I am very proud of my career and the building of our wealth management business. We have four bio children (and one we picked up as an exchange student in 2012). I am only more proud of them than my business. I felt like the company was our sixth child and we raised it from concept, through infancy and into maturity. The firm was the manifestation of the type of practice I had dreamed about, and I felt was sorely lacking, especially after my time in a major wirehouse brokerage firm. My plan has always been to continue to work and serve my clients well into my seventies.
This plan was abruptly altered on the second day of my stay in the local hospital diagnosed with Covid pneumonia. On this day, I was convinced that I would not make it out of the hospital and, in April 2021 I would be the third child to predecease my parents. Spoiler alert: I made it out and lived to tell about it. Fortunately, I had an amazing staff who stepped up and took care of all of our clients and their needs. Unfortunately, I was out of commission for a while. Longer than I ever anticipated.
I recovered very slowly and a physician friend strongly advised me to get out of bed, go outside, and make myself walk every hour. It was important to keep moving and make my lungs, which were still greatly diminished, keep working. Painstakingly, I did just that. I believe I would have lost a race to the old man from The Carol Burnett Show played by Tim Conway. It may have taken 15 to 20 minutes to make one lap around the outside of my house. Within weeks I could do two laps in the same time.
Fast forward several months and I was back at work for maybe four to six hours a day. By July, I found myself right back in the hospital, this time for tachycardia, which is a fancy way to say racing heart. My resting heart rate stayed above 100 beats per minute for 36 hours and between 120 and 150 for over 12. All the while stuck in a hospital bed in the cardiac ward hooked to machines and IVs. It was impossible to walk, even if I was not connected. I was exhausted. I felt like I had just set a personal record for running a marathon.
Even though I was scared, I did not think this to be a fatal affliction. But I did realize that it would be impossible to return back to the clients, staff, and career that I loved in the same way. I needed to find a successor who could take over and continue to care for our sixth child. We needed a foster parent.
We found the right foster parents and sold the firm. I stayed on for a couple of years to make sure that the transition would go smoothly, but I was always tired. I have been tired before. I have worked hard and felt the exhaustion of a job well done. But this was a different type of exhaustion, a fatigue, which could not be refreshed regardless of the hours I could sleep. It was chronic and debilitating. To an outside observer, I probably looked fine, but I would get winded just walking up a flight of stairs (or tying my shoes) and I would hit the proverbial wall by around 4:00 pm. If I chose to push myself and make myself work the hours I needed to, I am convinced that it would not have ended well. I felt like an airline pilot, who after 35 years of flying, developed a twitchy eye. Imperceptible by passengers and staff alike, but aware that it is best for all involved to stop flying.
This led me to explore ways in which I could recover. I groped around in the dark doing my research and working with physicians to try and figure out the source of my fatigue. All signs pointed to “Long Covid” which as it turns out, is a catch-all phrase that means ‘we don’t know what the hell is wrong with you.’
I continued to struggle for the next couple of years with no noticeable improvement in my stamina. As a person who in the past always prided himself on his self-reliance this was devastating. Finally, an MD friend of mine confessed to me that “our kind of medicine” will not be able to solve this for you. He suggested that I go to a functional health doctor, which is what I did two weeks later. At the end of my rope and with no other prospects available, I submitted to a battery of tests.
Guess what? He figured it out. As a result of the tests the doctor determined that I had stage three adrenal fatigue. This was both good and bad news. I suppose it was good to identify what the source of the problem was, but bad in that recovery would take years.
As a refresher from human biology class in high school, the adrenals produce cortisol to help handle stress and, also known as the flight or fight response when faced with a dangerous situation. Mine just shut down, so I had no reserve, my tank was empty. I am about a year and a half removed from that diagnosis and have been working hard to recover my strength, stamina, energy, and resilience. I am so much better than I was before the diagnosis, but not back to 100% yet.
In the year and a half, I have been under his care and direction with a treatment plan, but that only gets you so far. I have continued to research the issue and supplement his treatment plan with my strategies and tactics. It is this last portion that led me to discover more about my health, immune system, and how to support it than I otherwise would have. It is what I have learned that is the impetus for my desire to share what I discovered, which leads me to you, dear reader.
To the extent that you are interested, I hope to keep you engaged. I know that a blog about one person’s health issue is not that interesting. But now that I have time, and I am post-career, I plan on writing and delivering messages that I hope you find uplifting, diverse, educational and, compelling enough that you would want to read the entire post and even share it with someone you love. That is my goal and that is how I got here. I plan to use the written word, videos, an Instagram account, and photos to appeal to you.
Will you love everything? Probably not. Think of a Venn Diagram where two circles overlap greater than 50%. That’s my goal. BTW I love Venn Diagrams. I am glad you are on the journey with me, and I promise not to waste your time.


Task prompt
Copy out each line of the material in which the word "pixels" can be found.

Material provided

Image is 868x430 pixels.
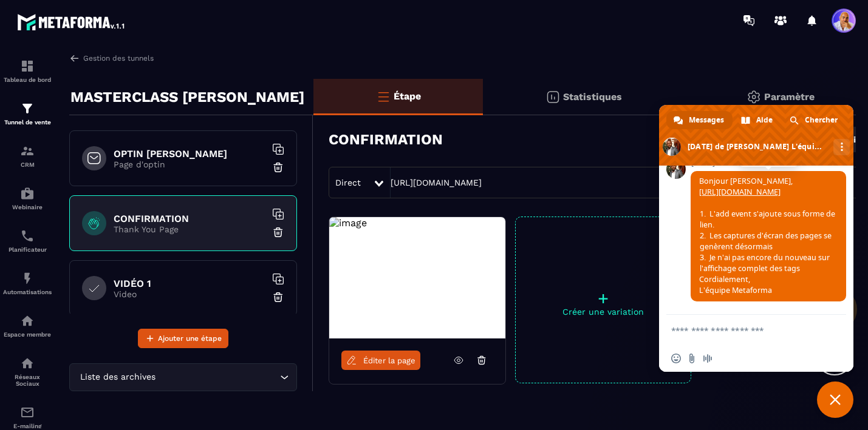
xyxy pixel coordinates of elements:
---
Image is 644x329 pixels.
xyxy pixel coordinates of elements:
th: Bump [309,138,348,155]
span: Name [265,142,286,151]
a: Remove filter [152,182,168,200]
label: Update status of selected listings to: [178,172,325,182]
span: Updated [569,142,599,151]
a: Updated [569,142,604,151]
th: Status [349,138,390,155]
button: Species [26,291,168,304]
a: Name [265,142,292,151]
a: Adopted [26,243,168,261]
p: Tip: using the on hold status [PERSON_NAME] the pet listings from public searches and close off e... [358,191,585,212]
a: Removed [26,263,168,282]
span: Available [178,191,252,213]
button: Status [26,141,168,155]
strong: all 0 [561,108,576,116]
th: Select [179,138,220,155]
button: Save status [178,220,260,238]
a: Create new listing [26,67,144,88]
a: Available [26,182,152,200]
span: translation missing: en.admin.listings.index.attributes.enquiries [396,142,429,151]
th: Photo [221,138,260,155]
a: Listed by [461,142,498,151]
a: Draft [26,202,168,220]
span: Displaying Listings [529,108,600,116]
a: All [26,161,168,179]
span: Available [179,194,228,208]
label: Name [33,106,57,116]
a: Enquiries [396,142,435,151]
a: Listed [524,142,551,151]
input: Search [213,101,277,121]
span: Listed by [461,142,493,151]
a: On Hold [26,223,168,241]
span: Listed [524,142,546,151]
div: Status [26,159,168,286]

Response area
Image is 868x430 pixels.
Image is 644x329 pixels.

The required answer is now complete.